From the doc: "If a package is defined in both a named module and
the unnamed module then the package in the unnamed module is
ignored. This preserves reliable configuration even in the face
of the chaos of the class path, ensuring that every module still
reads at most one module defining a given package. If, in our
example above, a JAR file on the class path contains a class file
named com/foo/bar/alpha/AlphaFactory.class then that file will
never be loaded, since the com.foo.bar.alpha package is exported
by the com.foo.bar module."

I would like some clarification.
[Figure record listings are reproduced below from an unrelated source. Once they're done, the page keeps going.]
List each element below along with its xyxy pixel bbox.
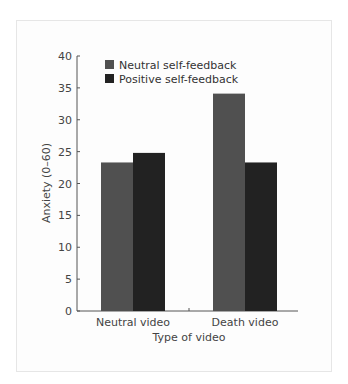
bar xyxy=(245,162,277,311)
x-category-neutral-video: Neutral video xyxy=(96,316,170,329)
y-tick-label: 5 xyxy=(65,273,72,286)
legend-label-positive: Positive self-feedback xyxy=(119,73,239,86)
bars xyxy=(101,94,277,311)
bar xyxy=(101,162,133,311)
y-tick-label: 25 xyxy=(58,146,72,159)
x-category-death-video: Death video xyxy=(212,316,279,329)
x-axis-title: Type of video xyxy=(152,331,226,344)
y-tick-label: 30 xyxy=(58,114,72,127)
y-tick-label: 15 xyxy=(58,209,72,222)
y-tick-label: 40 xyxy=(58,50,72,63)
y-axis-title: Anxiety (0–60) xyxy=(40,143,53,223)
legend-label-neutral: Neutral self-feedback xyxy=(119,59,237,72)
legend-swatch-neutral xyxy=(105,60,114,69)
bar xyxy=(133,153,165,311)
legend-swatch-positive xyxy=(105,74,114,83)
y-tick-label: 20 xyxy=(58,178,72,191)
y-tick-label: 35 xyxy=(58,82,72,95)
y-tick-label: 0 xyxy=(65,305,72,318)
y-tick-label: 10 xyxy=(58,241,72,254)
bar xyxy=(213,94,245,311)
bar-chart: 0510152025303540 Neutral self-feedback P… xyxy=(0,0,348,384)
legend: Neutral self-feedback Positive self-feed… xyxy=(105,59,239,86)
Correct me if wrong, but I think
this entire paragraph is really meant to be about the perspective
from a modularized JAR? If a module has package A, and the
unnamed module has package A, then of course the module's package
A should win.

However, if it is meant to be absolute language, then I
disagree.

The unnamed module should be coherent among itself. If the
unnamed module has package B and relies on classes from package
A, it should still be able to see its own package A. I don't
think modules should be able to impact how the unnamed module
sees itself. That's a surprising situation.
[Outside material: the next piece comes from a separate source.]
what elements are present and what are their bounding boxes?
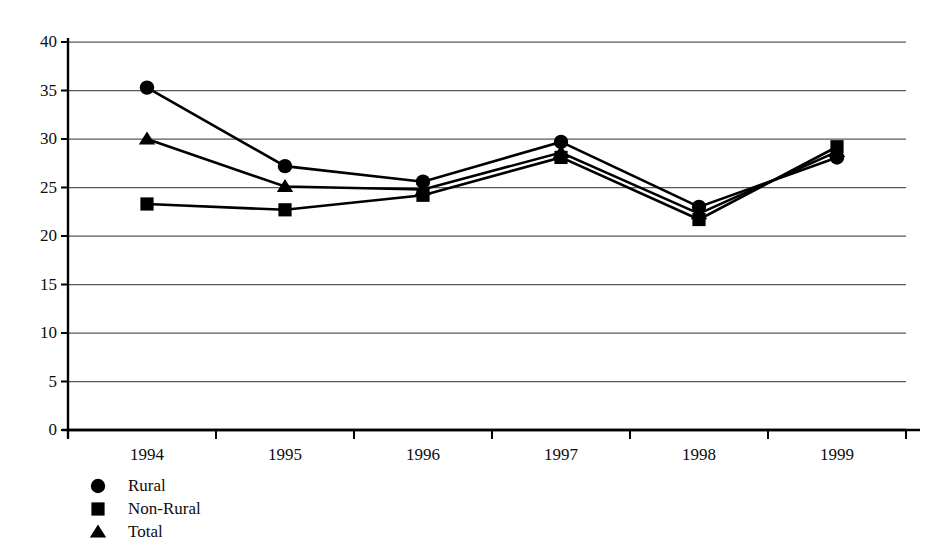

The unnamed module is not a root module during resolution. If
your main class is in the unnamed module (i.e. you did java -jar
MyApp.jar rather than java -m MyApp), then the module graph is
created by resolving various root modules (what are they?
separate discussion) and only then is the unnamed module hooked
up to read every module in the graph.

Hope we're OK so far.

If some named module in the graph exports package A (more than
one module exporting A? separate discussion), then since the
unnamed module reads that named module, the unnamed module will
access A.* types from that named module.

It's hard to imagine the unnamed module NOT accessing A.* types
from that named module. Primarily, we need to avoid a split
package situation where code in the unnamed module sometimes
accesses A.* types from the named module and sometimes from the
unnamed module.

You might say, OK, let code in the unnamed module exclusively
access A.* in the unnamed module rather than exclusively access
A.* in the named module. Then you have two problems:

1. There are issues for named modules in the same class loader
as the unnamed module -- such named modules MUST get A.* from the
named module rather than the unnamed module, and the class
loading mechanism is incapable of switching based on accessor.
It'll be common for named modules to exist in the same class
loader as the unnamed module, as modular JARs on the modulepath
and non-modular JARs on the classpath all end up in the
application class loader (modular JARs as named modules;
non-modular JARs jointly as the unnamed module).

2. While the module system is sure that package A exists in the
named module, how would the module system possibly know that
package A exists in the unnamed module? Scanning every class file
in every non-modular JAR on the classpath at startup sounds bad.